While the beneficial ownership registry is a key development, the 2021 NDAA also contained significant additional reforms that will impact both law enforcement and financial institutions in the fight against money laundering and terrorist financing. The broad series of reforms included as part of the Anti-Money Laundering Act of 2020 (AML Act) are outlined below, and each will be developed by further regulatory initiatives that bear watching over the course of 2021:

  • Information Sharing: The 2021 NDAA aims to enhance information sharing, and the AML Act would create the FinCEN Exchange, a voluntary public-private information sharing partnership designed to expand communications between the federal government and financial institutions. The AML Act further directs the formation of a pilot program on sharing of information related to SARs with foreign branches, subsidiaries, and affiliates of a financial group.
  • S. AML Policy Planning: Under the AML Act, the Secretary of the Treasury, in consultation with the Attorney General, federal and state regulators, and national security agencies, is directed to publish new priorities for AML policies within 180 days of enactment of the 2021 NDAA. Treasury is further directed to update these priorities every four years.
  • Innovation Challenge: The AML Act directs a study of the implementation of new technologies to modernize AML laws, including artificial intelligence, blockchain and other emerging technologies. The AML Act aims to encourage new technological innovations and reinforce risk-based policies and procedures within financial institutions.
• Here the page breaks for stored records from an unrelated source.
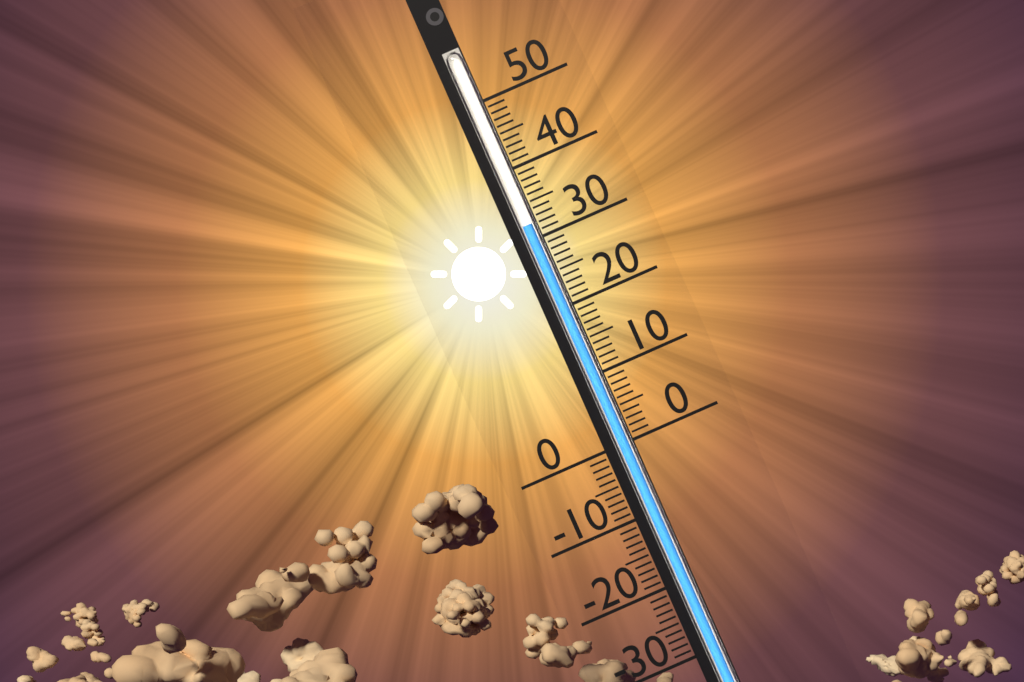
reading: 32 (no unit)
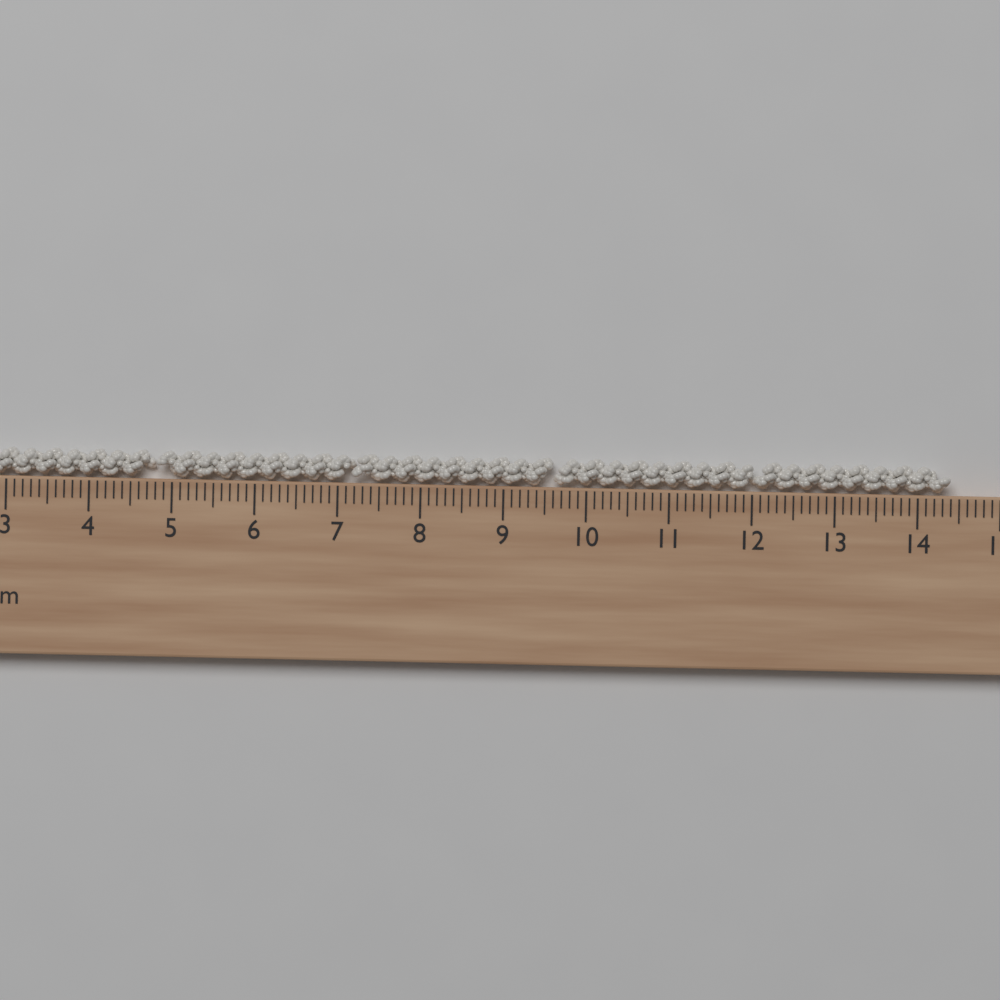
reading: 14.4 cm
It also directs the hiring of a FinCEN Bank Secrecy Act Innovation Officer, tasked with providing outreach to law enforcement and financial intuitions on technological innovations, and implementation of new methods and technologies for Bank Secrecy Act compliance.
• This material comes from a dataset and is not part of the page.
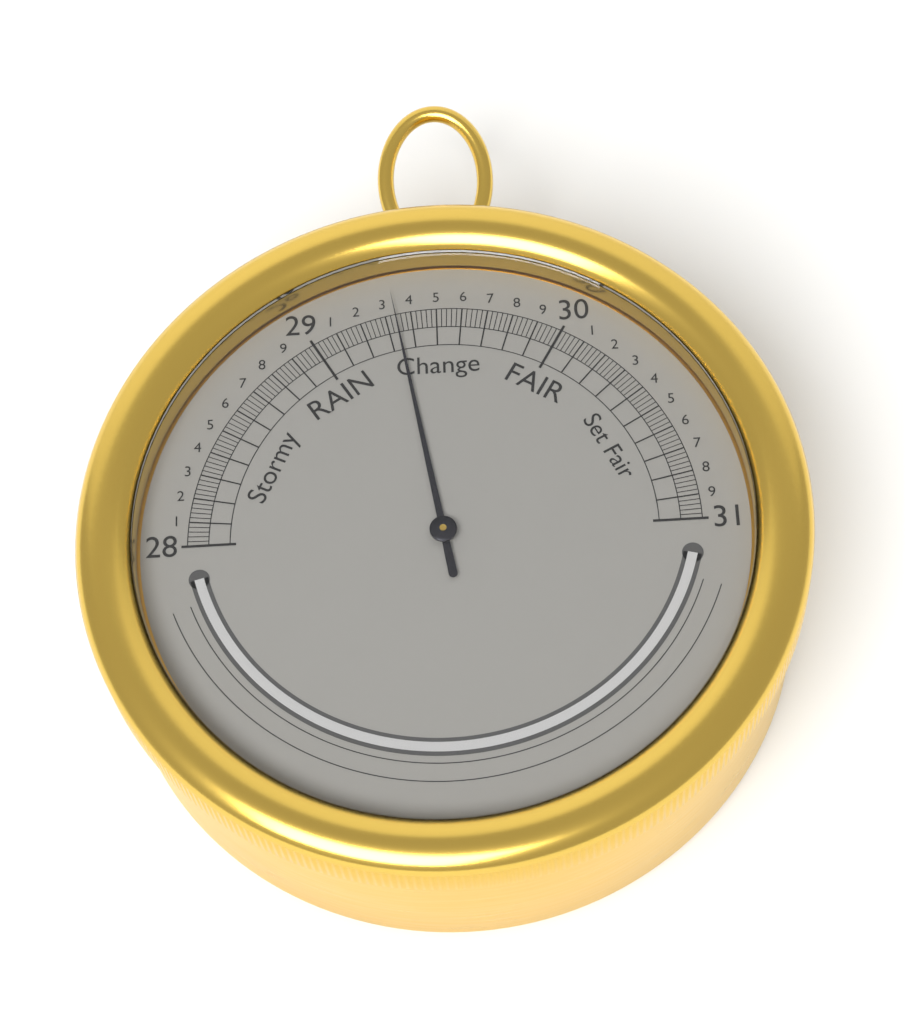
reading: 29.34 inHg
  • Re-examining Reporting Obligations: The AML Act authorizes the Secretary of the Treasury to undertake a formal review of financial institution reporting requirements related to currency transaction reports and suspicious activity reports (SARs), and to reduce any unnecessarily burdensome requirements, as well as to determine whether existing dollar thresholds for reporting should be adjusted.
  • Added Support for FinCEN: The AML Act provides for expanded FinCEN staffing, including domestic and international liaisons responsible for increasing coordination with federal regulators, financial institutions, foreign law enforcement agencies, and foreign governments, as part of the overarching plan to increase information exchanges and communication between AML authorities, foreign jurisdictions and financial institutions.
  • Expanding AML in the Virtual Currency and Art Markets: The AML Act identifies both the virtual currency and art markets as Congressional priorities, directing FinCEN to study and expand efforts to counter money laundering issues through the sale of antiquities and works of art, and through the use of virtual currencies.
  • AML Regulatory Guidance: The AML Act authorizes the Director of FinCEN to conduct an assessment on the feasibility and appropriateness of issuing no-action letters in response to AML inquiries.
  • Whistleblower Program: The AML Act also would create new whistleblower incentives and protections to encourage reporting of illicit behavior. Whistleblowers voluntarily providing information leading to successful enforcement of AML laws could receive up to 30 percent of monetary sanctions, subject to certain restrictions, and are protected from retaliation for cooperation with law enforcement.
  • Increased Penalties: Repeat violators of AML rules could face the greater of three times the profit gain or loss avoided as a result of the violation, or two times the existing maximum penalty under the law. “Egregious” violators of the Bank Secrecy Act, including those convicted of criminal acts and willful civil violations facilitating money laundering or terrorism financing also can be barred from serving on the board of directors of a financial institution for 10 years after the conviction or judgment.

Overall, the 2021 NDAA provisions constitute a significant advance in AML laws in the United States. Financial institutions are expected to be closely watching, and in many cases participating in, the regulatory steps to implement this new law amidst a rapidly changing AML regulatory landscape.